Pages 363-378 | Published online: 06 Jan 2010
 

Abstract

This paper investigates the underlying principle of ‘economy’ in the Greek Orthodox monastery of Vatopaidi, Mount Athos, in complementary relation to the monastic ideal of ‘virginity’ as the means of separating monastic from secular life. In this context, ‘economy’ represents an internal and external dichotomy: an economy within the spiritual self (‘economy of passions’) and the monastery (‘law of the house’), expressed in traditional practices, such as prayer, confession, psalmody, and painting; and an economy of relations between the monastery and the materialist ‘cosmopolitan’ world outside Athos, which is manifested by Vatopaidi's strong financial and political status in the Orthodox world. The material reveals the overlapping connection between the notions of the ‘self’, the ‘monastery’, and the ‘world’, in order to critically evaluate the cultural economy of Vatopaidi in relation to its historical past, and in connection to its present political and economic status within and against the Greek state.

Notes

1. ‘Monasticism … artificially organizes a milieu that is apart from, outside of, and closed to the natural milieu where ordinary men live a secular life and that tends almost to be its antagonist. From thence as well comes mystical asceticism, which seeks to uproot all that may remain of man's attachment to the world. Finally, from thence comes all forms of religious suicide, the crowning logical step of asceticism, since the only means of escaping profane life fully and finally is escaping life altogether’ (Durkheim 2002, p. 42)

2. Weber in discussing post-war European society argued that ‘because death is meaningless, civilized life as such is meaningless … “progressiveness”’ (1968, p. 299), which in relation to his ‘Protestant’ thesis also meant a ‘meaningless’ turn away from the religious community inwards the secular self. Durkheim, on the other hand, argued that ‘Egoism has been universally classified among the amoral traits … If there is such a thing as morality, it must necessarily link man to goals that go beyond the circle of individual interests’ (1973, p. 65). In comparing Weber with Durkheim we see that they both approach communal life in a nostalgic and exotic way, as the unrecoverable tradition of village life. Furthermore, as Parry has argued, the concept of ‘self-interest’ in itself is ‘our invention’, an aspect of ‘an ethicised salvation religion’ that ‘encourages the separation of persons from things’ (Citation1986, p. 468).

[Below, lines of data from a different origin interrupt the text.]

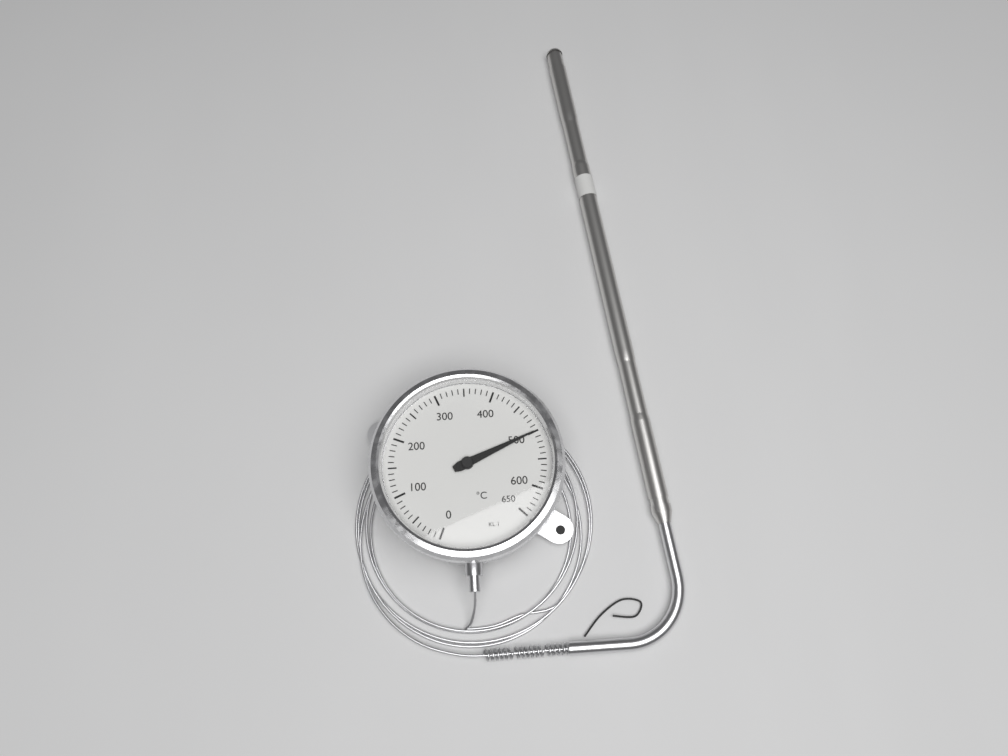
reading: 500 °C
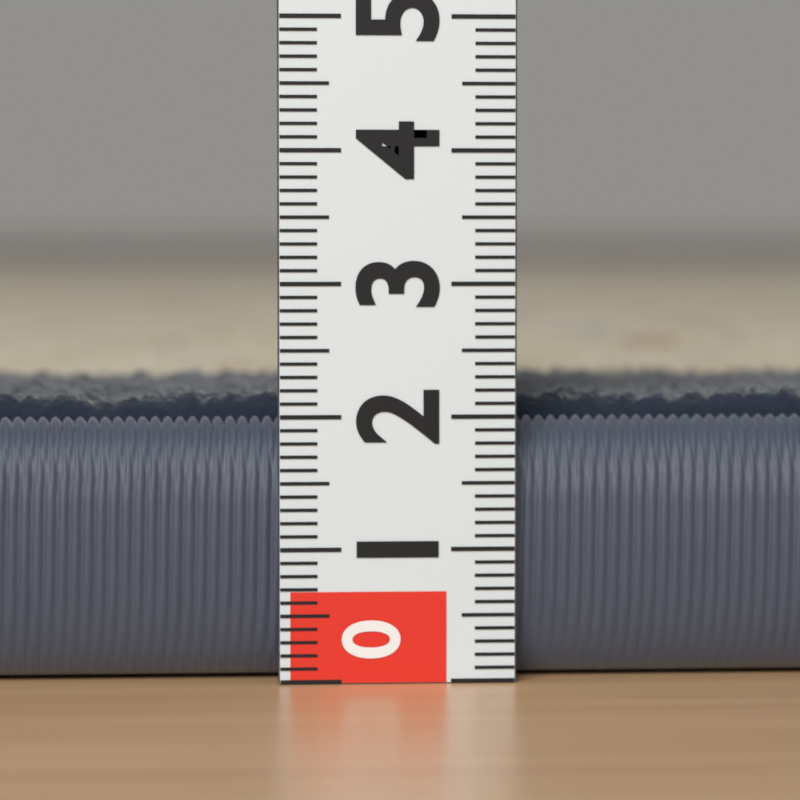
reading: 2.2 (no unit)
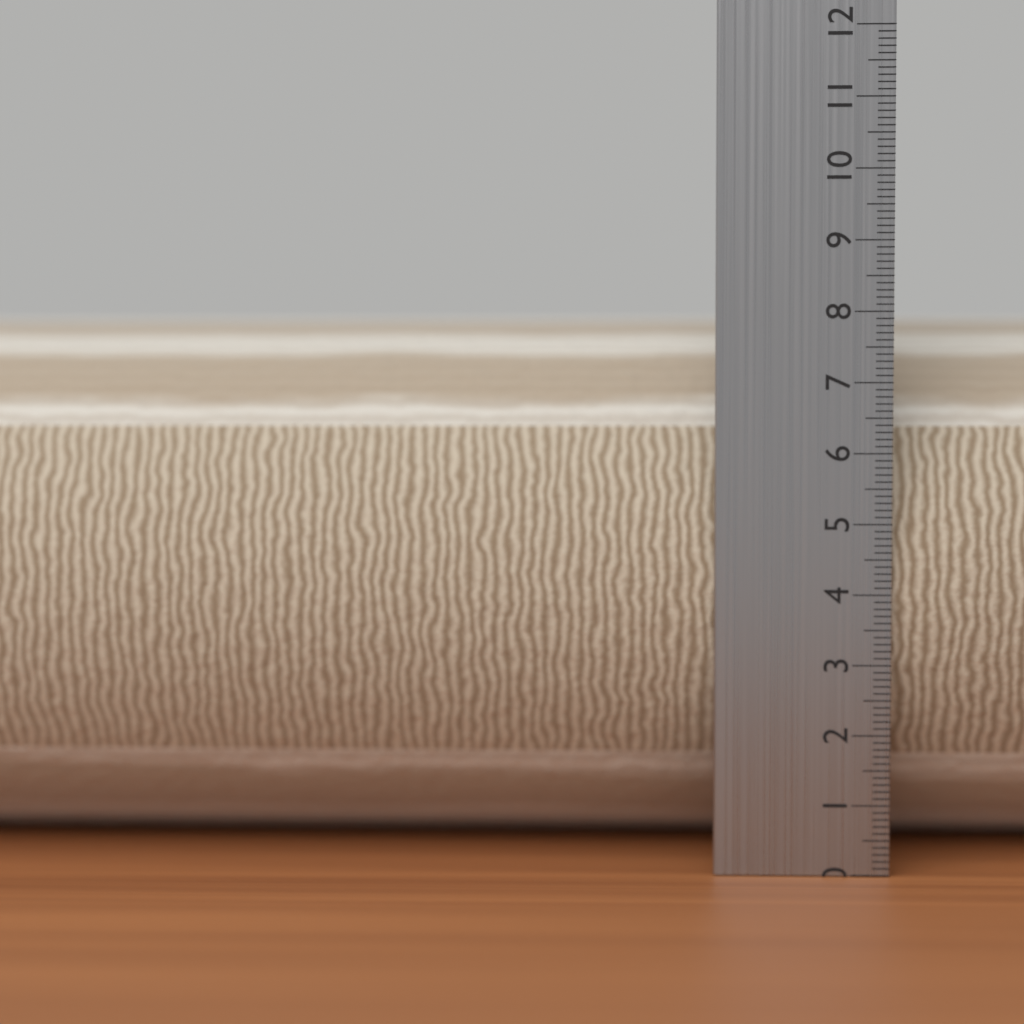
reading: 8.0 cm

3. In Hamilton's edition of criticisms of Weber (1991), Razzel writes that the ‘spirit of capitalism’ is ‘nothing but a more secularized version of the protestant ethic which develops over time through the process of rationalization’ (p. 134). However, Razzell surpasses Weber's two historical chapters on the roots of capitalism regarding the early Christian ascetics of the second century AD (Chapter IV ‘The Religious Foundations of Worldly Asceticism’, and Chapter V ‘Asceticism and the Spirit of Capitalism’) in which the ‘spirit’ means a non-excessive attitude towards life.

4. Vatopaidi has a long tradition in hymnography, going back to the 15th century composer Joseph Domesticos Koukouzelis, whose work was then developed by two other 16th century Vatopaidian monks, Arsenios the Younger and the New Koukouzelis. A few centuries later, the famous composer Neophytes Kausokalyviotis taught at the Vatopaidian ‘Athoniada School’, with the financial support of the Greek Patriarchate in Istanbul. Most recently, another famous composer came from Vatopaidi, Romanos (1889–1966), and his disciple Ignatius (1913–1994). These are all names given during their ordinations (Tonsures) to novices with talent in singing.

6. From the CitationOfficial Journal of the European Communities 23 March1999, ‘Written Question E-0181/99’.

7. Monasteries of Koutloumousiou: 4,500 square meters in the highly tourist area of Toroni, including a number of hotels. Vatopaidi: 8,608 square meters in Stageira-Akanthou area, and 12 fields at Kallikrateia, near Thessaloniki. Xenophontos: 53,000 square metres of Sithonia, Chalkidiki's middle peninsula. Dionysiou: 15,400 square metres in Ormelia. All four monasteries have Abbots who are ‘grandchildren’ of Joseph the Hesychast.